Saturday, December 14, 2024

3rd Sunday of Advent, Year C

This Sunday's gospel continues the theme of St. John the Baptist, the voice crying in the desert: "Prepare the way of the Lord, make straight his paths." The people wonder if John himself is the Christ, the long-awaited Messiah. St. Augustine comments:
Since it is difficult to distinguish the voice and the word, John himself was thought to be Christ. The voice was taken to be the Word. But the voice admitted his identity, lest he might displease the Word. I am not the Christ, he said, nor Elijah, nor the prophet. In reply to, Who are you? he said, I am the voice of one crying in the wilderness: Prepare the way of the Lord. The voice of one crying in the wilderness, the voice of one breaking the silence. Prepare the way of the Lord, is as though he said: I cry out to lead him into your heart – but he will not condescend to come where I am leading, unless you prepare the way. 
What does to prepare the way mean, except to pray as you ought, to be humble-minded? Take an example of humility from John himself. He is thought to be the Christ, but he says he is not what people think. He does not use the mistake of others to feed his own pride. Suppose he had said: I am the Christ. How easily would he have been believed, since that was what people were thinking before he spoke! But he did not say it. He acknowledged who he was, distinguished himself from Christ, humbled himself.
 O God, who see how your people faithfully await the feast of the Lord’s Nativity, enable us, we pray, to attain the joys of so great a salvation, and to celebrate them always with solemn worship and glad rejoicing.

Saturday, December 7, 2024

2nd Sunday of Advent, Year C

Today's Gospel reading is taken from Luke 3:1-6. It tells of St. John the Baptist proclaiming a baptism of repentance in preparation for the coming of the Messiah. John is the "voice in the wilderness" foretold by Isaiah, the herald who urges us to prepare our hearts for the Savior during this Advent season, as we wait for the Lord's coming.

In his Commentary on St. Luke's Gospel, Origen writes:
We read in the prophet Isaiah: “A voice cries out in the desert: Prepare a way for the Lord. Build him a straight highway.” A way by land? Could the Word of God travel such a road? Is it not rather a way within ourselves that we have to prepare for the Lord? Is it not a straight and level highway in our hearts that we are to make ready? Surely this is the way by which the Word of God enters, a way that exists in the spaciousness of the human body. The human heart is vast, broad, and capacious, if only it is pure.
[I]f what contains so much is not small, let a way be prepared in it for the Lord, a straight highway along which the Word and Wisdom of God may advance. Prepare a way for the Lord by living a good life and guard that way by good works. Let the Word of God move in you unhindered and give you a knowledge of his coming and of his mysteries. To him be glory and power for ever and ever. Amen.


■ GOAL OF THE EXERCISE ■
Go through the data below and copy each line where the word "indifference" occurs.

──────── DATA FOR THIS TASK

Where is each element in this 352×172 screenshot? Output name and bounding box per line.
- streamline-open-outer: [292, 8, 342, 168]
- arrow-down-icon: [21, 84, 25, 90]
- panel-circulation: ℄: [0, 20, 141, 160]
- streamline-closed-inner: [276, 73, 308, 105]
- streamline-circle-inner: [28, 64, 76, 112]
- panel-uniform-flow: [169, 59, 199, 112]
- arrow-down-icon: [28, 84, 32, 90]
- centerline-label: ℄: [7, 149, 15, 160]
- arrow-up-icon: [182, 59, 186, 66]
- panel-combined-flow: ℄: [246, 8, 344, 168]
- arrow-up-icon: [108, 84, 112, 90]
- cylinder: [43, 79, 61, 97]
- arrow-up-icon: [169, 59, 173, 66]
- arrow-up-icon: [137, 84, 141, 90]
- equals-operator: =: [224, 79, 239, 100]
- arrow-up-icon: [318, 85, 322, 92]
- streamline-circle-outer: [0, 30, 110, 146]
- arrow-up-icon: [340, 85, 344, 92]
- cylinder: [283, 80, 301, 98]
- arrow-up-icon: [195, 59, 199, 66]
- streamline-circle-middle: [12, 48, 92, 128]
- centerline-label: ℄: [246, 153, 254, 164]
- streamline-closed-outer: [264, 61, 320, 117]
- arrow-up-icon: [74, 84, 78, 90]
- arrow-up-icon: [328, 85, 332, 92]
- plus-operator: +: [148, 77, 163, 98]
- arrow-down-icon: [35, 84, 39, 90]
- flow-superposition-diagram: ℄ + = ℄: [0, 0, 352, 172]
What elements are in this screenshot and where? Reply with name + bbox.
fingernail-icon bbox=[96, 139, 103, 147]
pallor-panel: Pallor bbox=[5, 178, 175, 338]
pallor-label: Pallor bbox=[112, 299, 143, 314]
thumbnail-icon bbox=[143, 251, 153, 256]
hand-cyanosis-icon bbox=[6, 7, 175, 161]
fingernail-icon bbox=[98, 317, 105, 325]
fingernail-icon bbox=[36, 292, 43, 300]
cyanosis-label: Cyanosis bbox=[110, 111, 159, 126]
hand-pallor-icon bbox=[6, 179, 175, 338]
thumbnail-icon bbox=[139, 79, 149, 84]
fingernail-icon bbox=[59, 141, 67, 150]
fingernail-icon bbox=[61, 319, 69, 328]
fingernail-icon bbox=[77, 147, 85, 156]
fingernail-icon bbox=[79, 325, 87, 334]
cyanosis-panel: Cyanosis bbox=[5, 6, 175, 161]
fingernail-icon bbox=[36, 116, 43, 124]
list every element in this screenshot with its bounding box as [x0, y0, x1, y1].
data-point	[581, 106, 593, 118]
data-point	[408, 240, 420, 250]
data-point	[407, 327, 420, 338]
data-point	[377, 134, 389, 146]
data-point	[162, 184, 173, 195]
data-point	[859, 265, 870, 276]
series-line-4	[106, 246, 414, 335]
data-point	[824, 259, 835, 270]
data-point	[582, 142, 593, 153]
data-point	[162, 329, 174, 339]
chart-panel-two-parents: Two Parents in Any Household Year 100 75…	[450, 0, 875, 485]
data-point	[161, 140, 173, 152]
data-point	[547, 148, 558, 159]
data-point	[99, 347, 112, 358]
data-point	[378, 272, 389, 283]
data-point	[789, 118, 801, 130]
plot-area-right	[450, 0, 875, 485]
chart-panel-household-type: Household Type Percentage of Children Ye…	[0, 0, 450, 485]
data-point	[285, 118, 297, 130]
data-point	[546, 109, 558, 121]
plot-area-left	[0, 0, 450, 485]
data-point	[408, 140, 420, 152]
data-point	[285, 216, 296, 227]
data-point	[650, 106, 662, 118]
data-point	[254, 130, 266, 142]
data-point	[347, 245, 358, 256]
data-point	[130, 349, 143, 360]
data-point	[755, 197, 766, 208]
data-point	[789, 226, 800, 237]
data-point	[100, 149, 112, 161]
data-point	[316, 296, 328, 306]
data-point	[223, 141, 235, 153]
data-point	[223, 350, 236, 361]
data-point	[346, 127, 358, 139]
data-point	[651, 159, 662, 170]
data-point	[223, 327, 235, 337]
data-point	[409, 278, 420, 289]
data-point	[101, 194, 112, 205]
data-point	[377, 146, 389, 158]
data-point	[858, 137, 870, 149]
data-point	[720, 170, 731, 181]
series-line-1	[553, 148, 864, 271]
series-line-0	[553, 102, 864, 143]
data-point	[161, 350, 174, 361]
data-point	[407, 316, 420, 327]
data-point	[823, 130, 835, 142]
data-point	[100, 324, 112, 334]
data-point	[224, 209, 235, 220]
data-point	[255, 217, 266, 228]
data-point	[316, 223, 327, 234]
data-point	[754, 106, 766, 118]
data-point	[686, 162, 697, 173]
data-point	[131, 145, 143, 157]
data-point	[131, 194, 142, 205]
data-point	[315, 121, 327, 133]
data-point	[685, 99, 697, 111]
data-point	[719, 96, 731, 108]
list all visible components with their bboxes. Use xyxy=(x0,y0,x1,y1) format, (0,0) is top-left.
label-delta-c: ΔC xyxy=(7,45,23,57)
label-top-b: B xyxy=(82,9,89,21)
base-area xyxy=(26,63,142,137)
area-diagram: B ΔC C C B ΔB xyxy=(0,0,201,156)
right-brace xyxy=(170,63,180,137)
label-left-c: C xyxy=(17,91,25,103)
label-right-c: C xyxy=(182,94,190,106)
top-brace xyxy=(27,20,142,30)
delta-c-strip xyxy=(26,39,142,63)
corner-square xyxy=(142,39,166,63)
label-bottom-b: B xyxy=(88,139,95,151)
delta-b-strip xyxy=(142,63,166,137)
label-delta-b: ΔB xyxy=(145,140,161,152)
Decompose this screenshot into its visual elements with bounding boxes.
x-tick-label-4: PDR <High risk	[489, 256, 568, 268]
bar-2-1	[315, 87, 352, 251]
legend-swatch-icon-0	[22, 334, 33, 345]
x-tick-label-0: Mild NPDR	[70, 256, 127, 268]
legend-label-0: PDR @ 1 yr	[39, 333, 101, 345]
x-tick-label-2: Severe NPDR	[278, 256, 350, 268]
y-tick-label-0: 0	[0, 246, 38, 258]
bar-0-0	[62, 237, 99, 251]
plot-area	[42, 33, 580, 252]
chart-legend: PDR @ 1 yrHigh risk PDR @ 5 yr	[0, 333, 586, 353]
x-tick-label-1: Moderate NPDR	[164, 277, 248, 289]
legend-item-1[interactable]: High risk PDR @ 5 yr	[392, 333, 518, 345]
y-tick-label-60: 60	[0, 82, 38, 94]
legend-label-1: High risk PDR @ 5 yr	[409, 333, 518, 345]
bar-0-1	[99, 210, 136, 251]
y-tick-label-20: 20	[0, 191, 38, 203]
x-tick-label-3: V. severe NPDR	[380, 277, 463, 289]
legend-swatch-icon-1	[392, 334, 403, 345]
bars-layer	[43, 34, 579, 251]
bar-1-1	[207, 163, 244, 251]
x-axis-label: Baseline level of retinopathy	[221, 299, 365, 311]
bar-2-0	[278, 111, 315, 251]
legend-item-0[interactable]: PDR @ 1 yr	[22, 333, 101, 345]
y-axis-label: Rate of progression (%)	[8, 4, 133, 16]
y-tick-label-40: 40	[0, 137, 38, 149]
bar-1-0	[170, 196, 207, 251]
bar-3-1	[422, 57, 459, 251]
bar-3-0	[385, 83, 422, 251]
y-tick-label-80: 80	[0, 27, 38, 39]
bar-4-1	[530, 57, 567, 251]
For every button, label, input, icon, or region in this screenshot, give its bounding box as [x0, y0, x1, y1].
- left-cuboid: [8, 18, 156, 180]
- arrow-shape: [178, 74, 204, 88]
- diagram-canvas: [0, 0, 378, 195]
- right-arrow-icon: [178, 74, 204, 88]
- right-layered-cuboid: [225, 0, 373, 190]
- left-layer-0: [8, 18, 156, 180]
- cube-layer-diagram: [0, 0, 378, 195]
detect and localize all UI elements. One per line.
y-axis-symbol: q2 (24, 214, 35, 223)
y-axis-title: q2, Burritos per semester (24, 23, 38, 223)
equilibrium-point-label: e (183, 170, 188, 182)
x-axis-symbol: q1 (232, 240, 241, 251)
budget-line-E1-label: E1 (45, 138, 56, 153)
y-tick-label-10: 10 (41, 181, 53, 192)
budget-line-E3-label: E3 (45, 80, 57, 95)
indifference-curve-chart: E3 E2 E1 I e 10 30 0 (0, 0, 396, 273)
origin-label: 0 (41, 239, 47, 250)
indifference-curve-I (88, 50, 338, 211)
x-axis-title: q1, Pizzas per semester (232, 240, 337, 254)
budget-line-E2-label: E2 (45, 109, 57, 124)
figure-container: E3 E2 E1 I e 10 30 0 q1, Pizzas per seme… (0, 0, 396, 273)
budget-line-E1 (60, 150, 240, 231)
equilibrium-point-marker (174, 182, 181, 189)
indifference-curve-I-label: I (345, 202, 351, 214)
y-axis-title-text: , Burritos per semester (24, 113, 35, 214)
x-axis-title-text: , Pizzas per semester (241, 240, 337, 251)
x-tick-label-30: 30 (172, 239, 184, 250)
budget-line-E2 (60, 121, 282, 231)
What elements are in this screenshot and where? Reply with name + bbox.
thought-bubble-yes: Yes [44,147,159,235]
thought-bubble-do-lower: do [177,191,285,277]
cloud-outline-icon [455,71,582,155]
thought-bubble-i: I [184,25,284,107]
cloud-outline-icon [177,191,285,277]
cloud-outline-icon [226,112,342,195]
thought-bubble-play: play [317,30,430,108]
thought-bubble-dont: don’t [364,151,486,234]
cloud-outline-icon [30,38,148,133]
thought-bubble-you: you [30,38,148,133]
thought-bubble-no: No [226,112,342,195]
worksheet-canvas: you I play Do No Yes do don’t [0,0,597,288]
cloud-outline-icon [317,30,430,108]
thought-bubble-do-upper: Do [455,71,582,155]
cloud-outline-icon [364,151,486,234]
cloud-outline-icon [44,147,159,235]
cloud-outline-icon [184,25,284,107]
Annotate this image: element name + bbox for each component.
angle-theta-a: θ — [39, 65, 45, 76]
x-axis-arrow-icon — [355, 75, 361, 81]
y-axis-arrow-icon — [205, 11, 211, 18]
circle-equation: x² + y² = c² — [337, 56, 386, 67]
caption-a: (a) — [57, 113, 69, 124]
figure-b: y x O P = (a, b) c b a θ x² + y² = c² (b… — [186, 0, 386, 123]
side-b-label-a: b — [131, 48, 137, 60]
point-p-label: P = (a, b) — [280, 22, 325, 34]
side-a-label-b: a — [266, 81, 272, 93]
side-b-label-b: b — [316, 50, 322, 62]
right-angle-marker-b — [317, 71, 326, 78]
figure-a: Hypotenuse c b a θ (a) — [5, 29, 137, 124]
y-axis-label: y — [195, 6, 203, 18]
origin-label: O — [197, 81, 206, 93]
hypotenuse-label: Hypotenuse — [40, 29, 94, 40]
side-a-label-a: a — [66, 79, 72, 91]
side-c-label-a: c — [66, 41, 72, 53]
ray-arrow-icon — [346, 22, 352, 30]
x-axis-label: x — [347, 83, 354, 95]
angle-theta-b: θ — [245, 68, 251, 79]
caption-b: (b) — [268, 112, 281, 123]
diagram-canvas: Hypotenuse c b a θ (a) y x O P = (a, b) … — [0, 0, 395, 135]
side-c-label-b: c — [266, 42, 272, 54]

────────────────

■ ANSWER BELOW ■
indifference-curve-chart: E3 E2 E1 I e 10 30 0 (0, 0, 396, 273)
indifference-curve-I (88, 50, 338, 211)
indifference-curve-I-label: I (345, 202, 351, 214)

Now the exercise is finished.